Roy Pacheco, 62, retired high school woodshop teacher, had perfected the art of avoiding Marnie Hale for 18 straight years. He blamed her for his divorce, swore she’d ratted to his ex-wife about the unapproved deep-sea fishing trips he’d snuck off on every other weekend, skipping the couple’s therapy appointments his ex had insisted on. His core flaw? He held grudges like they were fine bourbon, stashed away, only brought out to sip on when he wanted to feel righteously angry. He’d volunteered at his coastal Oregon town’s annual fall chili cookoff for a decade, and every year he’d spot Marnie across the field, turn on his heel, and vanish into the crowd before she could wave.
This year was different. The cookoff coordinator had named Marnie the celebrity head judge, fresh off her independent bookstore’s national feature in a small business roundup, and she was working her way down every booth, clipboard in hand, silver-streaked auburn hair pulled back in a loose braid, flannel shirt unbuttoned over a thin silk cami, work boots caked in mud from the rain-soaked parking lot. Roy’s knuckles went white around the cast iron ladle when he saw her heading his way, the woodsmoke from his custom-built booth curling around his face like a flimsy shield.

She stopped six inches from him, close enough that he could smell jasmine hand lotion and the cinnamon stick she was chewing on, over the smoky tang of his smoked pork chili. She leaned in further, shoulder brushing his sun-warmed bicep, and sniffed, the corner of her mouth tugging up in a half-smile he remembered from when they were teens, before all the bad blood. “Smells better than the swill you used to bring to shop class potlucks,” she said, nodding at the pot. He grunted, fumbling for a sample cup, and when he handed it to her their fingers brushed. He jolted, spilling a single drop of chili on her bare wrist, warm and greasy against her pale skin.
He reached for the rag tucked in his apron waistband before he thought better of it, dabbing at the spot gently, his calloused thumb brushing the soft ridge of her wrist bone. She didn’t pull away. She just held her arm still, watching him, her dark eyes steady. “I never told her, you know,” she said, soft enough that the chatter of the crowd around them swallowed the words before anyone else could hear. “The fishing trips. I covered for you, half the time. Told her you were helping me fix the bookshelves at the store. I thought you were cute, back then. Kinda dumb, but cute.”
Roy froze, the rag still pressed to her wrist. All that 18 years of anger, simmering low in his chest, fizzled out like a wet match. He’d spent almost two decades hating her for something she didn’t even do, and she’d been covering for him the whole time. He opened his mouth to say something, anything, when the sky opened up.
She turned to face him, so close their noses almost touched, and reached up to wipe a smudge of chili grease off his jaw with her thumb, her touch warm against his cold skin. She didn’t move her hand away, just let it rest on the side of his face, her thumb brushing the stubble on his cheek. “You’ve been an idiot for 18 years,” she said, but she was smiling, the little scar on her left cheek from that 1987 bike crash they’d both been in crinkling at the edge.
“I know,” he said, and he was smiling too, the weight of that grudge he’d carried for so long slipping off his shoulders like a wet jacket. He leaned in slow enough that she could pull away if she wanted. She didn’t. She tilted her chin up, and her lips were soft, tasting like cinnamon and the hard cider she’d been sipping, when they met his.
The rain let up 10 minutes later, the sun breaking through the clouds, painting a faint rainbow over the Pacific horizon. The cookoff crowd was already filtering back into the field, yelling and laughing, wiping mud off their jeans. Marnie stepped out from under the overhang, brushing rain off her pants, and looked up at him, head tilted. “You still make that homebrewed IPA you used to stash in your garage back in the 90s?” she asked.
Roy nodded, wiping his hands on his apron, and held out his hand. She laced her calloused fingers through his, the mud on her boots squelching as they walked across the field toward his old Ford F-150, the distant sound of the cookoff’s cover band playing Folsom Prison Blues fading behind them.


EXERCISE PROMPT | Please report, as a bare number, how many lines below include the string "gallbladder".

MATERIAL SUPPLIED |
- - - - - - -

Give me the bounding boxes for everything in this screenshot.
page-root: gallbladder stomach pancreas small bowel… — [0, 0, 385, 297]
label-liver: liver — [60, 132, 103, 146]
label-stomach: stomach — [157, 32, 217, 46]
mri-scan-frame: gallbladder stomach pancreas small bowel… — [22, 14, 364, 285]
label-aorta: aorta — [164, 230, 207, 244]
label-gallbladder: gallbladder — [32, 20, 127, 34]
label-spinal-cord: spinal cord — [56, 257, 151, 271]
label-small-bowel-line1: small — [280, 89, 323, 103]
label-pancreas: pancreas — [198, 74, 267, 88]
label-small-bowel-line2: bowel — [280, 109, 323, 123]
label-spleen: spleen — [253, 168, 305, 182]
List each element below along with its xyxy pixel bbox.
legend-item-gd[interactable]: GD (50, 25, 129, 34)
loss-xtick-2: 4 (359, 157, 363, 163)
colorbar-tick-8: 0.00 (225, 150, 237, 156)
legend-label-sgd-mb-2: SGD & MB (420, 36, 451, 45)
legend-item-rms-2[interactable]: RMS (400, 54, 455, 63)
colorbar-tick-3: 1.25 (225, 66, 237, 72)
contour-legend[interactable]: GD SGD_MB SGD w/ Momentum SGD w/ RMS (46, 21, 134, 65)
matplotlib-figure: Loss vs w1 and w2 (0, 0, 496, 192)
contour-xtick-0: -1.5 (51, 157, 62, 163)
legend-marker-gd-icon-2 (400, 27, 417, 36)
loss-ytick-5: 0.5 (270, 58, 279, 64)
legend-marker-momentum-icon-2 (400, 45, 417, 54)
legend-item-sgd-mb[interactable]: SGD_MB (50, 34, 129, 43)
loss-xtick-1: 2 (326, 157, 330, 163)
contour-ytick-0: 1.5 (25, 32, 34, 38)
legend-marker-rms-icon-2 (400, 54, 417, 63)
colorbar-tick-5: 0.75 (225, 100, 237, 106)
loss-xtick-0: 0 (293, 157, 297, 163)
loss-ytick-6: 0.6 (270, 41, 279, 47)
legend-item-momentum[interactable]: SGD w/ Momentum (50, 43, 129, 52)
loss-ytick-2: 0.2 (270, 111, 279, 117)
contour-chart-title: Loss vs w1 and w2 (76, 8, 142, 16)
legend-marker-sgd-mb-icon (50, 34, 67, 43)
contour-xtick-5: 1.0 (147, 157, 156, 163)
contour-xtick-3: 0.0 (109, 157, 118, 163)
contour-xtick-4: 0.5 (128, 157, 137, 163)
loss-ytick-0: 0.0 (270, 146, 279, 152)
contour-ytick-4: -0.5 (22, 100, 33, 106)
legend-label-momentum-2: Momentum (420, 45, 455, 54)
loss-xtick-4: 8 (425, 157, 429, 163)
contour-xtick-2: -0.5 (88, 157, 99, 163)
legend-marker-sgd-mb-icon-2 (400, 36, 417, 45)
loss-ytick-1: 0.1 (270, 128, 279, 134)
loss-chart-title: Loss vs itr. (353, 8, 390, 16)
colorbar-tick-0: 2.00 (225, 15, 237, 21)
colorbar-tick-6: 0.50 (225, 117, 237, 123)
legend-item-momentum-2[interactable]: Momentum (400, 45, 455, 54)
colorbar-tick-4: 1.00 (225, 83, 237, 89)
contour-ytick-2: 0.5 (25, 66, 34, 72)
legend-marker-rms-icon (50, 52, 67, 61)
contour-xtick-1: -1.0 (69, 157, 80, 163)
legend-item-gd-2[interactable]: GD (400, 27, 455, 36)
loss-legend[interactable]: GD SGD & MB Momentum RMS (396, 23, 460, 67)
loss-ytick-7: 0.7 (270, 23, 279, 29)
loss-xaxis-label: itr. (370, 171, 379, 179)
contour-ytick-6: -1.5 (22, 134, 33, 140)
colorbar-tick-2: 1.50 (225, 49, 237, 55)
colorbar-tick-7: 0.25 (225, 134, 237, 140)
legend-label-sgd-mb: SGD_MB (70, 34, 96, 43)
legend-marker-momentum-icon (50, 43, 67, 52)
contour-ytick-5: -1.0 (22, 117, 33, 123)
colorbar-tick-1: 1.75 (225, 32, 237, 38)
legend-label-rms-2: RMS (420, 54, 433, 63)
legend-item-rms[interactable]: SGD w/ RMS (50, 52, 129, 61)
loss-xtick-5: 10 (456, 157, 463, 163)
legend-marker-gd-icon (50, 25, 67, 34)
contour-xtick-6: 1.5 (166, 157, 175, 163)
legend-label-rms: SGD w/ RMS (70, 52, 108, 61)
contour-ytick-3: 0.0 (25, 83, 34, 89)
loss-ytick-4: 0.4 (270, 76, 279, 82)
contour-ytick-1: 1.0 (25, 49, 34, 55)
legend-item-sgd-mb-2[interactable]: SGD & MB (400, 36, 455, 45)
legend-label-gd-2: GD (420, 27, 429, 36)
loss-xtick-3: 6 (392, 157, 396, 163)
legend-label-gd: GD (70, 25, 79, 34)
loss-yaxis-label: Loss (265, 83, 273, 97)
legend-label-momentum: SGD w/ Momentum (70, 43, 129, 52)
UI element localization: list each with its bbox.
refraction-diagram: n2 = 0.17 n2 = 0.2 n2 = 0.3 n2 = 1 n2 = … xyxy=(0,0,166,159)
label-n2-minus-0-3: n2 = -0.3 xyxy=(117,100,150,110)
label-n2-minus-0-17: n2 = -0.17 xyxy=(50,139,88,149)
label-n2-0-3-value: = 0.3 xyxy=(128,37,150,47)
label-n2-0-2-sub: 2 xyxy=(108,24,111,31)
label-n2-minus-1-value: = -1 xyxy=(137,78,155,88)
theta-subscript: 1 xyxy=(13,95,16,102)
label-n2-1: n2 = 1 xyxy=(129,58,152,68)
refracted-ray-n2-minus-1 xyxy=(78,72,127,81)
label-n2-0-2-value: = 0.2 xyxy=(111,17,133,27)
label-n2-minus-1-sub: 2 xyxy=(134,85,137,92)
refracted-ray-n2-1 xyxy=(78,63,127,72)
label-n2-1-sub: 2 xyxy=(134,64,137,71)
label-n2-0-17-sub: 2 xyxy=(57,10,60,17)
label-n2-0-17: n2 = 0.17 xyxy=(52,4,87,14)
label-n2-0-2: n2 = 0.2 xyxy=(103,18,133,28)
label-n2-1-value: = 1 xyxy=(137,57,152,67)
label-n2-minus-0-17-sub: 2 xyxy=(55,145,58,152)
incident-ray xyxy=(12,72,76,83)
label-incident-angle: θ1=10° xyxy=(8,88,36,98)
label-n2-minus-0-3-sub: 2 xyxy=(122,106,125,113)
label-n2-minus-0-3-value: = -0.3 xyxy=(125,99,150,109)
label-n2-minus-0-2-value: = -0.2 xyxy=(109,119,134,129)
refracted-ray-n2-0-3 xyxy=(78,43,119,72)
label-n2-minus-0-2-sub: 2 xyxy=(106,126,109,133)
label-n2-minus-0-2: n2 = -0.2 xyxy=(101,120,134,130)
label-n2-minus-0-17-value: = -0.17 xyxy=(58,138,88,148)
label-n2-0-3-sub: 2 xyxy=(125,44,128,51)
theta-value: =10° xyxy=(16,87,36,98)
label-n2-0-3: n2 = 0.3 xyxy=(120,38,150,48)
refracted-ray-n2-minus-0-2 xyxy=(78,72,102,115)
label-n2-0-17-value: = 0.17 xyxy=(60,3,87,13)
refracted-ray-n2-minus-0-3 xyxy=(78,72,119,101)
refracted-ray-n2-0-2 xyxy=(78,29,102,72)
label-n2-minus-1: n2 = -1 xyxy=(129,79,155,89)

- - - - - - -

SOLUTION TO THIS TASK | 3